Buzzfeed's Ze Frank advises St. Louis media pros to "crush on humanity"

Ze Frank (@zefrank), executive vice president of video at BuzzFeed, spoke to a group of media and marketing professionals in St. Louis, MO yesterday. Members of Social Media Club Saint Louis and 314 Digital were invited to Purina's headquarters in downtown St. Louis to hear Ze (pronounced "Zay") speak about some of the elements of video marketing that make Buzzfeed videos so - for lack of a better term - "viral."

He started off his 20-minute talk with an assessment on the current state of social media today: "You might expect we'd see some new content types that we had never seen before, and that hasn't happened," says Ze, referring to popular social media content types such as text, images and video. 

He said we've seen "no significant advances in saying 'I'm sorry' in 2,000 years." So if we haven't even changed the way that we say "I'm sorry," and we haven't seen any radical new content formats in recent years, then, Ze says, it's time to rethink "the way we think about growth and success."

Social content is reliant on culture, the individual's background and history. So as marketers interested in creating popular content that gets shared, we have to figure out how to create content that plays to those individuals' culture, background and history. 

Ze used an analogy of "the crush" - that head-over-heels obsessive kind of adoration we feel for someone when we have "a crush."

"The content doesn't change in a crush," he says. "That one person becomes special. They are different because the attention you pay to them is so intense. You see many more facets of who they are, and they shine in a different way."

So, much like the way we form a crush on an individual, we have to look at our media opportunity today as giving us more access and opportunity for us, as marketers, to crush on humanity. 

"The opportunity right now in media is redefining what it means to be social & what it means to be human. Culturally, we start to form placeholders when we think about people or dogs or any visual," says Ze. "The last ten years has pushed us to a level of understanding media beyond just the placeholders we have for them in our minds and get more specific. Instead of thinking 'What's viral?', Just ask yourself 'Why do I share things with other people?' Watch yourself when you post stuff to see what you write along with posts and videos."

You might find yourself saying things like:

  • "I never knew people thought like this before."

  • "Hey we were just talking about this the other day."

When you do this, you are using media as a placeholder for conversation.

Identity is one of the primary ways that we use media to express identity in a way that's better than how you could express it on your own. We identify with media content based on genetic factors, location experiences or orientation, sexual preferences and orientation, race and much more. So the content we produce and put out there as marketers can become popular and resonate well with our audience when it speaks to how people identify themselves. 

Ze encouraged his audience to look for the "small subtleties of being a human in a very different way." And this is something that Buzzfeed is very, very good at.

Let's take a look at the three videos that Ze then shared with the group:

"There is a way of crushing on the human experience," says Ze. "Crush on your experience - on things you thought were normal. Don't look for some crazy new paradigm. Just shift your attention toward things that are niche aspects of an individual's perspectives on the world, their identity. This is an ethically rife view of social media."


#### WHAT THE TASK ASKS:
Set down exactly the lines from the one containing "Image is 608x278 pixels." to the final line of the records below, with every picture omitted.

####

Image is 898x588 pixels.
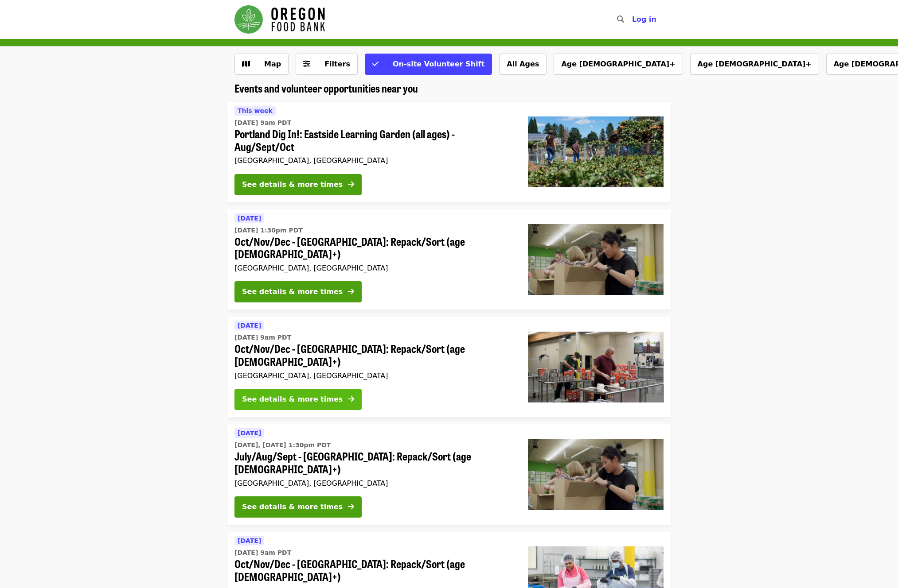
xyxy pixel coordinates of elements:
[264,60,281,68] span: Map
[242,60,250,68] i: map icon
[234,389,362,410] button: See details & more times
[528,332,663,403] img: Oct/Nov/Dec - Portland: Repack/Sort (age 16+) organized by Oregon Food Bank
[234,6,325,33] img: Oregon Food Bank - Home
[528,439,663,509] img: July/Aug/Sept - Portland: Repack/Sort (age 8+) organized by Oregon Food Bank
[234,80,418,95] span: Events and volunteer opportunities near you
[228,317,670,417] a: See details for "Oct/Nov/Dec - Portland: Repack/Sort (age 16+)"
[234,548,291,557] time: [DATE] 9am PDT
[242,502,342,512] div: See details & more times
[498,54,547,75] button: All Ages
[234,281,362,302] button: See details & more times
[348,180,354,189] i: arrow-right icon
[238,537,261,545] span: [DATE]
[234,264,513,273] div: [GEOGRAPHIC_DATA], [GEOGRAPHIC_DATA]
[528,116,663,188] img: Portland Dig In!: Eastside Learning Garden (all ages) - Aug/Sept/Oct organized by Oregon Food Bank
[228,424,670,525] a: See details for "July/Aug/Sept - Portland: Repack/Sort (age 8+)"
[234,372,513,380] div: [GEOGRAPHIC_DATA], [GEOGRAPHIC_DATA]
[528,224,663,295] img: Oct/Nov/Dec - Portland: Repack/Sort (age 8+) organized by Oregon Food Bank
[242,394,342,405] div: See details & more times
[625,10,663,29] button: Log in
[303,60,310,68] i: sliders-h icon
[325,60,351,68] span: Filters
[348,288,354,296] i: arrow-right icon
[242,179,342,190] div: See details & more times
[234,479,513,488] div: [GEOGRAPHIC_DATA], [GEOGRAPHIC_DATA]
[393,60,485,68] span: On-site Volunteer Shift
[234,226,302,235] time: [DATE] 1:30pm PDT
[372,60,378,68] i: check icon
[617,15,624,23] i: search icon
[690,54,818,75] button: Age [DEMOGRAPHIC_DATA]+
[234,450,513,476] span: July/Aug/Sept - [GEOGRAPHIC_DATA]: Repack/Sort (age [DEMOGRAPHIC_DATA]+)
[238,107,273,115] span: This week
[234,118,291,128] time: [DATE] 9am PDT
[632,15,657,23] span: Log in
[234,156,513,165] div: [GEOGRAPHIC_DATA], [GEOGRAPHIC_DATA]
[629,9,636,31] input: Search
[234,342,513,368] span: Oct/Nov/Dec - [GEOGRAPHIC_DATA]: Repack/Sort (age [DEMOGRAPHIC_DATA]+)
[234,557,513,583] span: Oct/Nov/Dec - [GEOGRAPHIC_DATA]: Repack/Sort (age [DEMOGRAPHIC_DATA]+)
[238,322,261,329] span: [DATE]
[242,287,342,297] div: See details & more times
[234,235,513,261] span: Oct/Nov/Dec - [GEOGRAPHIC_DATA]: Repack/Sort (age [DEMOGRAPHIC_DATA]+)
[234,128,513,153] span: Portland Dig In!: Eastside Learning Garden (all ages) - Aug/Sept/Oct
[553,54,683,75] button: Age [DEMOGRAPHIC_DATA]+
[228,210,670,310] a: See details for "Oct/Nov/Dec - Portland: Repack/Sort (age 8+)"
[234,496,362,518] button: See details & more times
[348,395,354,403] i: arrow-right icon
[238,214,261,222] span: [DATE]
[348,503,354,511] i: arrow-right icon
[234,441,330,450] time: [DATE], [DATE] 1:30pm PDT
[228,102,670,202] a: See details for "Portland Dig In!: Eastside Learning Garden (all ages) - Aug/Sept/Oct"
[238,430,261,436] span: [DATE]
[364,54,492,75] button: On-site Volunteer Shift
[296,54,358,75] button: Filters (0 selected)
[234,54,289,75] button: Show map view
[234,333,291,342] time: [DATE] 9am PDT
[234,174,362,195] button: See details & more times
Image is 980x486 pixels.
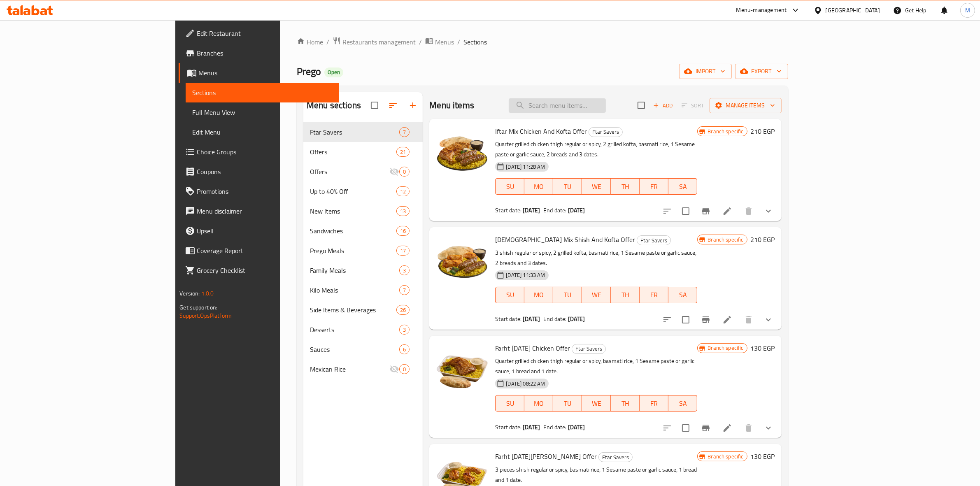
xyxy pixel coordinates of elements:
[310,246,396,256] span: Prego Meals
[614,181,636,193] span: TH
[523,205,540,216] b: [DATE]
[192,88,333,98] span: Sections
[759,418,778,438] button: show more
[503,163,549,171] span: [DATE] 11:28 AM
[568,314,585,324] b: [DATE]
[582,287,611,304] button: WE
[557,181,579,193] span: TU
[457,37,460,47] li: /
[723,423,733,433] a: Edit menu item
[632,96,650,114] span: Select section
[742,66,781,76] span: export
[568,422,585,433] b: [DATE]
[419,37,422,47] li: /
[400,267,409,275] span: 3
[400,344,410,354] div: items
[658,418,677,438] button: sort-choices
[495,139,698,160] p: Quarter grilled chicken thigh regular or spicy, 2 grilled kofta, basmati rice, 1 Sesame paste or ...
[197,147,333,157] span: Choice Groups
[310,266,400,276] span: Family Meals
[310,206,396,216] span: New Items
[503,380,549,388] span: [DATE] 08:22 AM
[304,142,423,162] div: Offers21
[544,314,567,324] span: End date:
[400,364,410,375] div: items
[495,465,698,485] p: 3 pieces shish regular or spicy, basmati rice, 1 Sesame paste or garlic sauce, 1 bread and 1 date.
[525,395,554,411] button: MO
[310,364,389,375] span: Mexican Rice
[197,266,333,276] span: Grocery Checklist
[435,37,454,47] span: Menus
[397,148,409,156] span: 21
[672,181,694,193] span: SA
[528,181,550,193] span: MO
[614,289,636,301] span: TH
[178,201,339,221] a: Menu disclaimer
[723,315,733,325] a: Edit menu item
[400,325,410,335] div: items
[197,187,333,197] span: Promotions
[396,147,410,157] div: items
[582,178,611,195] button: WE
[637,236,671,246] span: Ftar Savers
[751,234,775,246] h6: 210 EGP
[400,266,410,276] div: items
[568,205,585,216] b: [DATE]
[396,246,410,256] div: items
[759,201,778,221] button: show more
[528,398,550,410] span: MO
[197,28,333,38] span: Edit Restaurant
[310,147,396,157] div: Offers
[759,310,778,330] button: show more
[672,398,694,410] span: SA
[400,128,409,137] span: 7
[495,356,698,377] p: Quarter grilled chicken thigh regular or spicy, basmati rice, 1 Sesame paste or garlic sauce, 1 b...
[495,422,522,433] span: Start date:
[764,206,773,216] svg: Show Choices
[525,178,554,195] button: MO
[436,234,488,287] img: Iftar Mix Shish And Kofta Offer
[396,226,410,236] div: items
[201,288,214,299] span: 1.0.0
[197,226,333,236] span: Upsell
[751,451,775,462] h6: 130 EGP
[304,162,423,182] div: Offers0
[396,187,410,197] div: items
[180,302,217,313] span: Get support on:
[495,248,698,269] p: 3 shish regular or spicy, 2 grilled kofta, basmati rice, 1 Sesame paste or garlic sauce, 2 breads...
[637,235,671,246] div: Ftar Savers
[611,287,640,304] button: TH
[180,288,200,299] span: Version:
[310,325,400,335] div: Desserts
[679,64,732,79] button: import
[310,344,400,354] span: Sauces
[614,398,636,410] span: TH
[599,453,632,462] span: Ftar Savers
[304,119,423,383] nav: Menu sections
[677,420,694,437] span: Select to update
[389,167,400,177] svg: Inactive section
[396,206,410,216] div: items
[652,101,674,110] span: Add
[304,201,423,221] div: New Items13
[582,395,611,411] button: WE
[304,182,423,201] div: Up to 40% Off12
[751,126,775,137] h6: 210 EGP
[557,289,579,301] span: TU
[178,23,339,43] a: Edit Restaurant
[178,182,339,201] a: Promotions
[400,127,410,137] div: items
[178,221,339,241] a: Upsell
[495,450,597,463] span: Farht [DATE][PERSON_NAME] Offer
[736,6,787,15] div: Menu-management
[495,178,525,195] button: SU
[696,310,716,330] button: Branch-specific-item
[397,306,409,314] span: 26
[310,286,400,295] span: Kilo Meals
[585,398,607,410] span: WE
[643,181,665,193] span: FR
[400,326,409,334] span: 3
[677,202,694,220] span: Select to update
[304,300,423,320] div: Side Items & Beverages26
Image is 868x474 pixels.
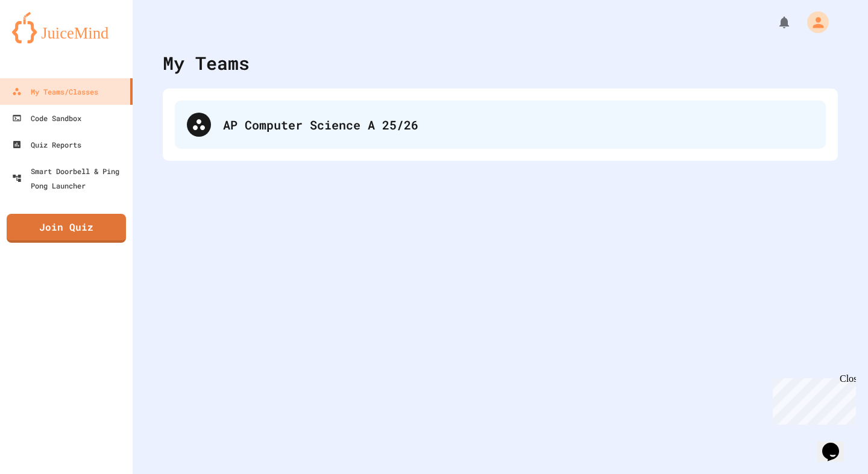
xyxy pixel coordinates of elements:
img: logo-orange.svg [12,12,120,43]
div: My Teams [163,49,250,76]
div: AP Computer Science A 25/26 [175,101,826,148]
div: Chat with us now!Close [4,4,83,76]
a: Join Quiz [7,213,126,242]
div: My Teams/Classes [12,84,98,98]
div: My Account [794,9,831,36]
iframe: chat widget [768,373,856,425]
div: Quiz Reports [12,137,82,152]
div: Code Sandbox [12,111,82,126]
div: Smart Doorbell & Ping Pong Launcher [12,164,127,192]
div: AP Computer Science A 25/26 [223,116,814,133]
div: My Notifications [755,12,794,32]
iframe: chat widget [817,426,856,462]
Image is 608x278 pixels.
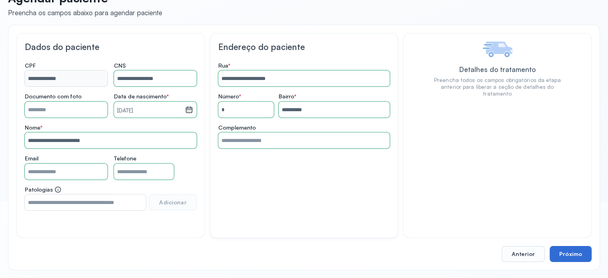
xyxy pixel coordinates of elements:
[117,107,182,115] small: [DATE]
[279,93,296,100] span: Bairro
[25,93,82,100] span: Documento com foto
[550,246,592,262] button: Próximo
[218,62,230,69] span: Rua
[114,155,136,162] span: Telefone
[25,155,38,162] span: Email
[149,194,196,210] button: Adicionar
[502,246,545,262] button: Anterior
[114,62,126,69] span: CNS
[25,186,62,193] span: Patologias
[483,42,513,57] img: Imagem de Detalhes do tratamento
[218,124,256,131] span: Complemento
[218,93,241,100] span: Número
[8,8,162,17] div: Preencha os campos abaixo para agendar paciente
[427,77,567,97] div: Preencha todos os campos obrigatórios da etapa anterior para liberar a seção de detalhes do trata...
[114,93,169,100] span: Data de nascimento
[25,42,197,52] h3: Dados do paciente
[25,124,42,131] span: Nome
[25,62,36,69] span: CPF
[218,42,390,52] h3: Endereço do paciente
[459,65,536,74] div: Detalhes do tratamento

####

#### TASK OUTPUT:
Image is 608x278 pixels.
xyxy pixel coordinates of elements:
[117,107,182,115] small: [DATE]
[279,93,296,100] span: Bairro
[25,93,82,100] span: Documento com foto
[550,246,592,262] button: Próximo
[218,62,230,69] span: Rua
[114,155,136,162] span: Telefone
[25,155,38,162] span: Email
[149,194,196,210] button: Adicionar
[502,246,545,262] button: Anterior
[114,62,126,69] span: CNS
[25,186,62,193] span: Patologias
[483,42,513,57] img: Imagem de Detalhes do tratamento
[218,124,256,131] span: Complemento
[218,93,241,100] span: Número
[8,8,162,17] div: Preencha os campos abaixo para agendar paciente
[427,77,567,97] div: Preencha todos os campos obrigatórios da etapa anterior para liberar a seção de detalhes do trata...
[114,93,169,100] span: Data de nascimento
[25,42,197,52] h3: Dados do paciente
[25,124,42,131] span: Nome
[25,62,36,69] span: CPF
[218,42,390,52] h3: Endereço do paciente
[459,65,536,74] div: Detalhes do tratamento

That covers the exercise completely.